Rathnabart, Ballybroony, Co. Mayo

Co. Mayo |

Enclosures

Rathnabart, Ballybroony, Co. Mayo

On the low hills of north Mayo, tradition holds that a gallows once stood inside a grassy oval enclosure, and that the people of Tirawley, the old territory stretching across this part of the county, would gather here for markets, sessions, and other communal business.

The 1838 Ordnance Survey Letters note it plainly: sessions were held, a gallows stood, and this was where Tirawley assembled. That combination, judicial, commercial, and social functions folded into a single earthwork on an unremarkable hill, gives Rathnabart a quietly unsettling character that the rough pasture surrounding it does little to dispel.

The enclosure itself is broadly oval, measuring roughly 108 metres on its longer axis, and is defined by a substantial stony bank that still stands up to two metres on its outer face at the north-east, though it has degraded and broken in places elsewhere. A rath, in Irish terms, is typically an enclosed farmstead of the early medieval period, defined by one or more earthen or stone banks, but Rathnabart's social history suggests a more public function, at least in later centuries.

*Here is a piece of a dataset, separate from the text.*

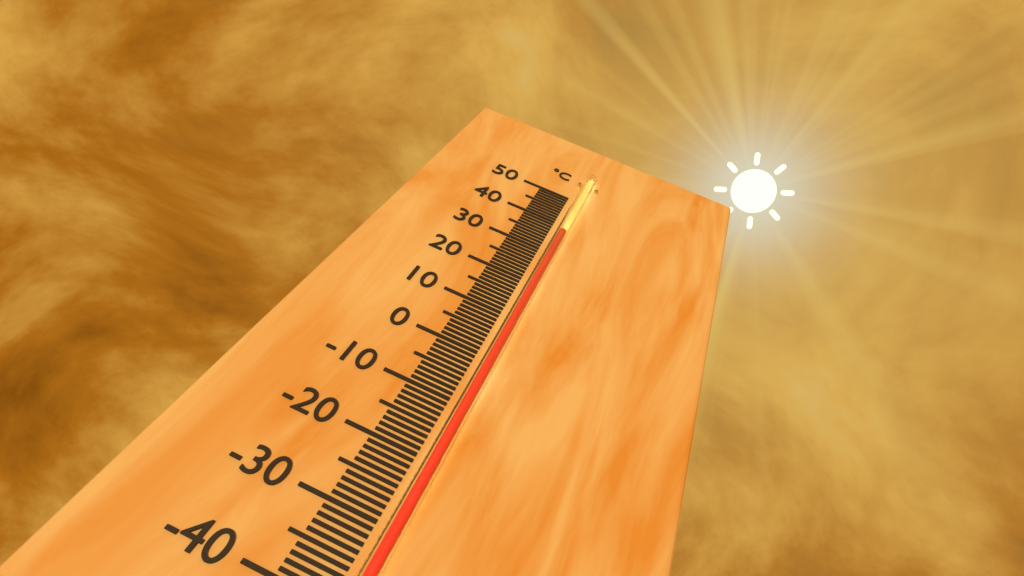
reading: 36 °C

The name appears on both the 1837 and 1929 Ordnance Survey six-inch maps. An outer bank follows the curve of the enclosure at some distance, separated from the inner bank by a broad flat-based gap marked by rush growth, though whether this outer ring is original or simply the result of later field boundaries absorbing the site is uncertain; it does not appear on the 1838 map and by 1929 it seems to have been incorporated into an ordinary field system. Lough Dalla, now drained and grassed over, is visible to the north-west from the top of the bank, and the profiles of Nephin and the Nephin Beg range rise to the south-west.

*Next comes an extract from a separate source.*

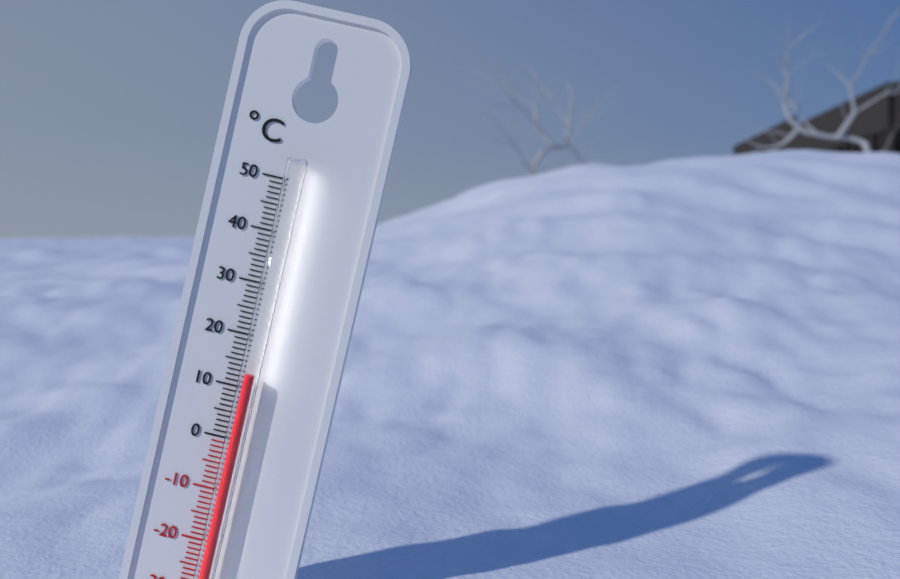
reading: 13 °C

The interior is level but damp, with a wet pool of around ten metres across in the north-west quadrant and a low field bank cutting across it roughly east to west. A laneway that once skirted the enclosure, visible on the 1837 map, appears to survive in fragments at the south-east. The most likely original entrance was on the east side, where the hill slopes gently enough to make approach straightforward, though the ground inside would have been soft underfoot then as it is now.